“What can be done?” asked the old man.

“Not a funeral, never fear!” returned Miss Jenny, anticipating his objection with a nod. “The public don’t like to be made melancholy, I know very well. I am seldom called upon to put my young friends into mourning; not into real mourning, that is; Court mourning they are rather proud of. But a doll clergyman, my dear, — glossy black curls and whiskers — uniting two of my young friends in matrimony,” said Miss Jenny, shaking her forefinger, “is quite another affair. If you don’t see those three at the altar in Bond Street, in a jiffy, my name’s Jack Robinson!”

With her expert little ways in sharp action, she had got a doll into whitey-brown paper orders, before the meal was over, and was displaying it for the edification of the Jewish mind, when a knock was heard at the street-door. Riah went to open it, and presently came back, ushering in, with the grave and courteous air that sat so well upon him, a gentleman.

The gentleman was a stranger to the dressmaker; but even in the moment of his casting his eyes upon her, there was something in his manner which brought to her remembrance Mr. Eugene Wrayburn.

“Pardon me,” said the gentleman. “You are the dolls’ dressmaker?”

“I am the dolls’ dressmaker, sir.”

“Lizzie Hexam’s friend?”

“Yes, sir,” replied Miss Jenny, instantly on the defensive. “And Lizzie Hexam’s friend.”

“Here is a note from her, entreating you to accede to the request of Mr. Mortimer Lightwood, the bearer. Mr. Riah chances to know that I am Mr. Mortimer Lightwood, and will tell you so.”

Riah bent his head in corroboration.

“Will you read the note?”

“It’s very short,” said Jenny, with a look of wonder, when she had read it.

“There was no time to make it longer. Time was so very precious. My dear friend Mr. Eugene Wrayburn is dying.”

The dressmaker clasped her hands, and uttered a little piteous cry.

“Is dying,” repeated Lightwood, with emotion, “at some distance from here. He is sinking under injuries received at the hands of a villain who attacked him in the dark. I come straight from his bedside. He is almost always insensible. In a short restless interval of sensibility, or partial sensibility, I made out that he asked for you to be brought to sit by him. Hardly relying on my own interpretation of the indistinct sounds he made, I caused Lizzie to hear them. We were both sure that he asked for you.”

The dressmaker, with her hands still clasped, looked affrightedly from the one to the other of her two companions.

“If you delay, he may die with his request ungratified, with his last wish — intrusted to me — we have long been much more than brothers — unfulfilled. I shall break down, if I try to say more.

In a few moments the black bonnet and the crutch-stick were on duty, the good Jew was left in possession of the house, and the dolls’ dressmaker, side by side in a chaise with Mortimer Lightwood, was posting out of town.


INSTRUCTIONS TO FOLLOW »
Go through the lines below and copy any that hold the string "chart".

(Items from a figure collection)
____

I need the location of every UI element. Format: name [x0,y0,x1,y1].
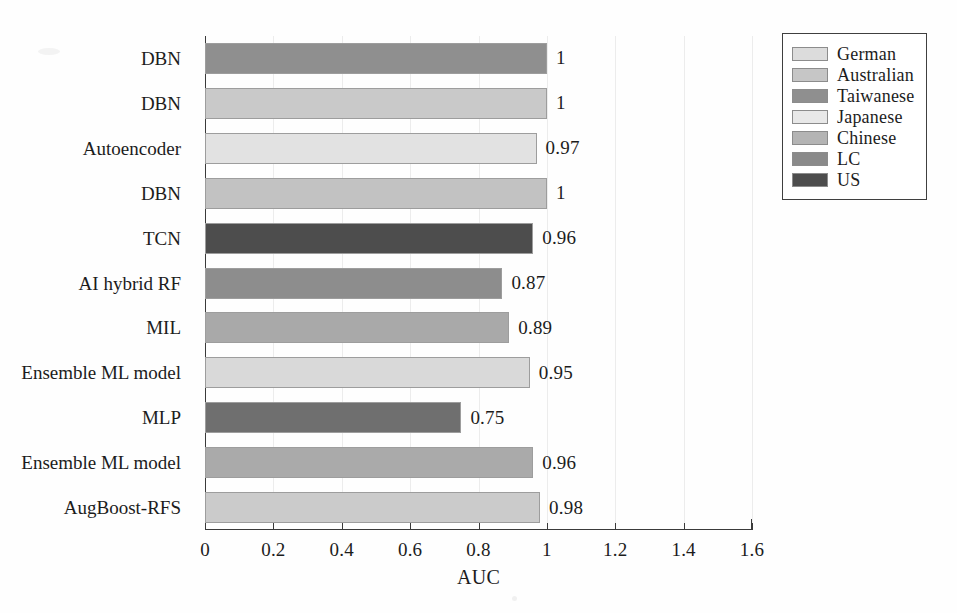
chart-figure: DBNDBNAutoencoderDBNTCNAI hybrid RFMILEn… [0,0,957,613]
bar[interactable] [205,492,540,523]
x-tick-label: 1 [542,539,552,561]
bar-row[interactable]: 0.96 [205,447,752,478]
x-tick [205,523,206,530]
legend-item[interactable]: Australian [792,64,915,85]
bar-value-label: 0.98 [549,497,583,519]
chart-legend: GermanAustralianTaiwaneseJapaneseChinese… [782,33,927,200]
bar[interactable] [205,268,502,299]
bar-row[interactable]: 0.87 [205,268,752,299]
bar-value-label: 0.89 [518,317,552,339]
y-axis-label: Autoencoder [83,133,193,164]
bar[interactable] [205,178,547,209]
bar[interactable] [205,223,533,254]
legend-item[interactable]: German [792,43,915,64]
x-tick [547,523,548,530]
legend-label: LC [837,150,860,168]
x-tick-label: 1.4 [671,539,695,561]
scan-artifact [512,596,517,601]
legend-label: Chinese [837,129,896,147]
legend-item[interactable]: Chinese [792,127,915,148]
legend-swatch [792,152,828,166]
y-axis-label: DBN [141,178,193,209]
legend-item[interactable]: US [792,169,915,190]
legend-item[interactable]: Japanese [792,106,915,127]
legend-item[interactable]: Taiwanese [792,85,915,106]
y-axis-label: MLP [142,402,193,433]
y-axis-label: MIL [146,312,193,343]
x-tick-label: 0.8 [466,539,490,561]
bar-value-label: 0.96 [542,452,576,474]
legend-swatch [792,47,828,61]
x-tick-label: 1.2 [603,539,627,561]
bar-value-label: 0.95 [539,362,573,384]
x-tick-label: 0.2 [261,539,285,561]
legend-label: Australian [837,66,914,84]
bar-row[interactable]: 1 [205,43,752,74]
plot-area: 110.9710.960.870.890.950.750.960.98 00.2… [205,36,752,530]
bar[interactable] [205,312,509,343]
x-tick-label: 0 [200,539,210,561]
bar-value-label: 1 [556,92,566,114]
legend-swatch [792,173,828,187]
bar[interactable] [205,447,533,478]
legend-swatch [792,89,828,103]
bar-row[interactable]: 0.96 [205,223,752,254]
x-tick [410,523,411,530]
bar[interactable] [205,357,530,388]
y-axis-label: Ensemble ML model [21,447,193,478]
x-tick-label: 0.6 [398,539,422,561]
x-tick [342,523,343,530]
bar-row[interactable]: 1 [205,88,752,119]
x-tick [615,523,616,530]
y-axis-label: TCN [143,223,193,254]
gridline [752,36,753,530]
x-tick [684,523,685,530]
bar-value-label: 0.96 [542,227,576,249]
y-axis-label: DBN [141,43,193,74]
y-axis-label: DBN [141,88,193,119]
bar[interactable] [205,43,547,74]
legend-label: Taiwanese [837,87,915,105]
y-axis-label: Ensemble ML model [21,357,193,388]
legend-label: Japanese [837,108,903,126]
x-tick-label: 0.4 [330,539,354,561]
legend-swatch [792,68,828,82]
bar-row[interactable]: 0.97 [205,133,752,164]
bar[interactable] [205,402,461,433]
legend-swatch [792,131,828,145]
x-tick [273,523,274,530]
bar-value-label: 1 [556,182,566,204]
bar-value-label: 0.75 [470,407,504,429]
bar-row[interactable]: 0.95 [205,357,752,388]
bar-row[interactable]: 0.89 [205,312,752,343]
bar-value-label: 0.97 [546,137,580,159]
x-tick [752,523,753,530]
y-axis-label: AugBoost-RFS [64,492,193,523]
bar-row[interactable]: 0.75 [205,402,752,433]
legend-label: German [837,45,896,63]
x-tick [479,523,480,530]
legend-swatch [792,110,828,124]
bar[interactable] [205,88,547,119]
x-axis-title: AUC [205,566,752,589]
bar-value-label: 1 [556,47,566,69]
bar[interactable] [205,133,537,164]
y-axis-category-labels: DBNDBNAutoencoderDBNTCNAI hybrid RFMILEn… [0,36,193,530]
bar-row[interactable]: 1 [205,178,752,209]
y-axis-label: AI hybrid RF [79,268,193,299]
x-tick-label: 1.6 [740,539,764,561]
legend-item[interactable]: LC [792,148,915,169]
legend-label: US [837,171,860,189]
bar-row[interactable]: 0.98 [205,492,752,523]
bar-value-label: 0.87 [511,272,545,294]
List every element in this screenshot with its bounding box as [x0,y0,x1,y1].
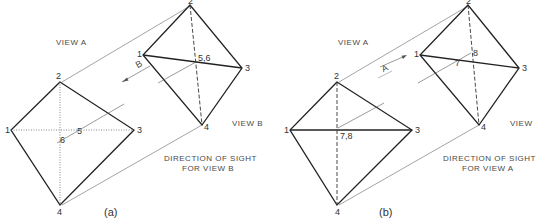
direction-caption-line2-b: FOR VIEW A [462,165,514,173]
view-b-label: VIEW B [232,120,263,128]
view-a-label: VIEW A [56,39,87,47]
panel-a-geometry [11,5,242,205]
panel-b-geometry [290,5,519,205]
vertex-label-1-view-b-b: 1 [414,50,419,59]
point-label-8: 8 [473,49,478,58]
point-label-5: 5 [77,127,82,136]
vertex-label-4: 4 [57,208,62,217]
direction-caption-line1-b: DIRECTION OF SIGHT [443,155,536,163]
panel-b-caption: (b) [379,207,392,218]
vertex-label-3: 3 [137,126,142,135]
point-label-5-6: 5,6 [198,54,211,63]
direction-caption-line2: FOR VIEW B [182,165,234,173]
vertex-label-4-view-b-b: 4 [481,123,486,132]
vertex-label-3-b: 3 [415,126,420,135]
vertex-label-2-view-b-b: 2 [466,0,471,6]
vertex-label-2-b: 2 [334,72,339,81]
vertex-label-1-view-b: 1 [137,50,142,59]
vertex-label-2-view-b: 2 [188,0,193,6]
direction-caption-line1: DIRECTION OF SIGHT [164,155,257,163]
vertex-label-3-view-b-b: 3 [522,64,527,73]
panel-a-caption: (a) [104,207,117,218]
point-label-7-8: 7,8 [340,132,353,141]
diagram-lines [0,0,537,223]
vertex-label-1-b: 1 [284,126,289,135]
vertex-label-4-view-b: 4 [204,123,209,132]
view-a-label-b: VIEW A [338,39,369,47]
point-label-6: 6 [60,136,65,145]
diagram-canvas: VIEW A VIEW B DIRECTION OF SIGHT FOR VIE… [0,0,537,223]
vertex-label-1: 1 [5,126,10,135]
vertex-label-2: 2 [56,72,61,81]
view-b-label-b: VIEW [510,120,532,128]
point-label-7: 7 [455,59,460,68]
vertex-label-4-b: 4 [335,208,340,217]
vertex-label-3-view-b: 3 [245,64,250,73]
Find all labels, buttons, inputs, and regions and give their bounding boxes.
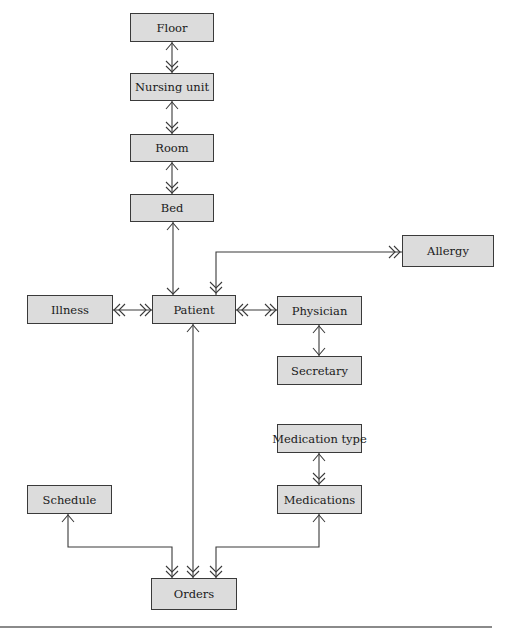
link-floor-nursing-unit bbox=[166, 42, 178, 73]
link-nursing-unit-room bbox=[166, 101, 178, 134]
link-illness-patient bbox=[113, 304, 152, 316]
bottom-rule-divider bbox=[0, 626, 492, 628]
link-physician-secretary bbox=[313, 325, 325, 356]
entity-floor: Floor bbox=[130, 13, 214, 42]
link-room-bed bbox=[166, 162, 178, 194]
entity-room: Room bbox=[130, 134, 214, 162]
entity-illness: Illness bbox=[27, 295, 113, 324]
link-patient-allergy bbox=[210, 246, 402, 295]
link-bed-patient bbox=[167, 222, 179, 295]
entity-medication-type: Medication type bbox=[277, 424, 362, 453]
er-diagram: Floor Nursing unit Room Bed Allergy Illn… bbox=[0, 0, 509, 633]
entity-secretary: Secretary bbox=[277, 356, 362, 385]
link-medication-type-medications bbox=[313, 453, 325, 485]
entity-schedule: Schedule bbox=[27, 485, 112, 514]
entity-patient: Patient bbox=[152, 295, 236, 324]
entity-nursing-unit: Nursing unit bbox=[130, 73, 214, 101]
entity-orders: Orders bbox=[151, 578, 237, 610]
entity-bed: Bed bbox=[130, 194, 214, 222]
entity-allergy: Allergy bbox=[402, 235, 494, 267]
entity-medications: Medications bbox=[277, 485, 362, 514]
entity-physician: Physician bbox=[277, 296, 362, 325]
link-patient-orders bbox=[187, 324, 199, 578]
link-patient-physician bbox=[236, 304, 277, 316]
link-schedule-orders bbox=[62, 514, 178, 578]
link-medications-orders bbox=[210, 514, 325, 578]
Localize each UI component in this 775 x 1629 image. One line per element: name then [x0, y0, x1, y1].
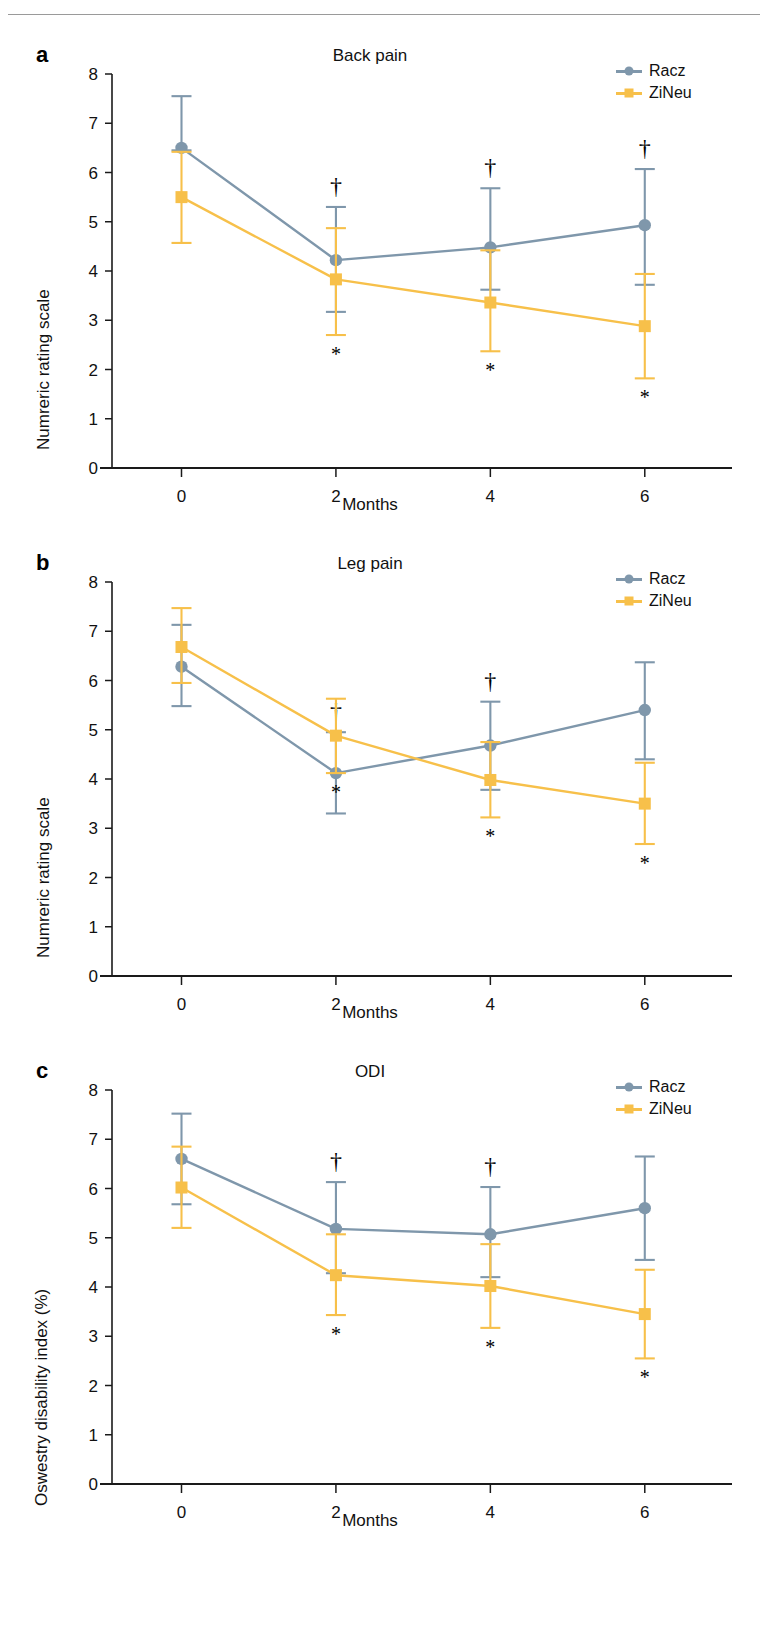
svg-text:7: 7 — [89, 114, 98, 133]
svg-text:3: 3 — [89, 311, 98, 330]
svg-text:6: 6 — [89, 1180, 98, 1199]
svg-text:5: 5 — [89, 721, 98, 740]
svg-text:4: 4 — [89, 770, 98, 789]
panel-c-plot: 0123456780246††*** — [0, 1056, 775, 1506]
svg-text:2: 2 — [89, 361, 98, 380]
svg-text:8: 8 — [89, 1081, 98, 1100]
svg-text:*: * — [331, 343, 341, 365]
svg-text:†: † — [484, 1153, 496, 1179]
svg-text:7: 7 — [89, 1130, 98, 1149]
svg-text:1: 1 — [89, 1426, 98, 1445]
svg-text:4: 4 — [486, 487, 495, 506]
panel-a-plot: 0123456780246†††*** — [0, 40, 775, 490]
svg-text:0: 0 — [177, 1503, 186, 1522]
svg-text:8: 8 — [89, 573, 98, 592]
svg-text:5: 5 — [89, 213, 98, 232]
svg-text:†: † — [484, 668, 496, 694]
svg-text:3: 3 — [89, 1327, 98, 1346]
figure-page: a Back pain Numreric rating scale Months… — [0, 0, 775, 1629]
svg-text:*: * — [640, 1366, 650, 1388]
svg-text:0: 0 — [177, 995, 186, 1014]
svg-text:*: * — [485, 359, 495, 381]
svg-text:0: 0 — [177, 487, 186, 506]
svg-text:6: 6 — [640, 487, 649, 506]
panel-b-xlabel: Months — [255, 1003, 485, 1023]
svg-text:6: 6 — [640, 1503, 649, 1522]
svg-text:*: * — [331, 1323, 341, 1345]
svg-text:*: * — [485, 1336, 495, 1358]
panel-a: a Back pain Numreric rating scale Months… — [0, 40, 775, 540]
svg-text:2: 2 — [89, 1377, 98, 1396]
svg-text:†: † — [484, 154, 496, 180]
svg-text:*: * — [331, 781, 341, 803]
svg-text:2: 2 — [331, 487, 340, 506]
svg-text:*: * — [640, 852, 650, 874]
header-rule — [8, 14, 760, 15]
svg-text:2: 2 — [331, 1503, 340, 1522]
svg-text:2: 2 — [89, 869, 98, 888]
svg-text:0: 0 — [89, 459, 98, 478]
svg-text:1: 1 — [89, 410, 98, 429]
svg-text:4: 4 — [89, 262, 98, 281]
svg-text:2: 2 — [331, 995, 340, 1014]
panel-c: c ODI Oswestry disability index (%) Mont… — [0, 1056, 775, 1556]
svg-text:6: 6 — [89, 672, 98, 691]
svg-text:*: * — [640, 386, 650, 408]
svg-text:0: 0 — [89, 1475, 98, 1494]
panel-a-xlabel: Months — [255, 495, 485, 515]
panel-b-plot: 0123456780246††*** — [0, 548, 775, 998]
svg-text:4: 4 — [486, 1503, 495, 1522]
svg-text:4: 4 — [89, 1278, 98, 1297]
svg-text:3: 3 — [89, 819, 98, 838]
svg-text:4: 4 — [486, 995, 495, 1014]
svg-text:†: † — [639, 135, 651, 161]
svg-text:8: 8 — [89, 65, 98, 84]
svg-text:6: 6 — [640, 995, 649, 1014]
panel-b: b Leg pain Numreric rating scale Months … — [0, 548, 775, 1048]
svg-text:1: 1 — [89, 918, 98, 937]
svg-text:6: 6 — [89, 164, 98, 183]
svg-text:7: 7 — [89, 622, 98, 641]
svg-text:†: † — [330, 1148, 342, 1174]
svg-text:0: 0 — [89, 967, 98, 986]
svg-text:5: 5 — [89, 1229, 98, 1248]
svg-text:†: † — [330, 173, 342, 199]
svg-text:*: * — [485, 825, 495, 847]
panel-c-xlabel: Months — [255, 1511, 485, 1531]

____

SOLVED EXERCISE »
chart-figure: DBNDBNAutoencoderDBNTCNAI hybrid RFMILEn… [0,0,957,613]
chart-legend: GermanAustralianTaiwaneseJapaneseChinese… [782,33,927,200]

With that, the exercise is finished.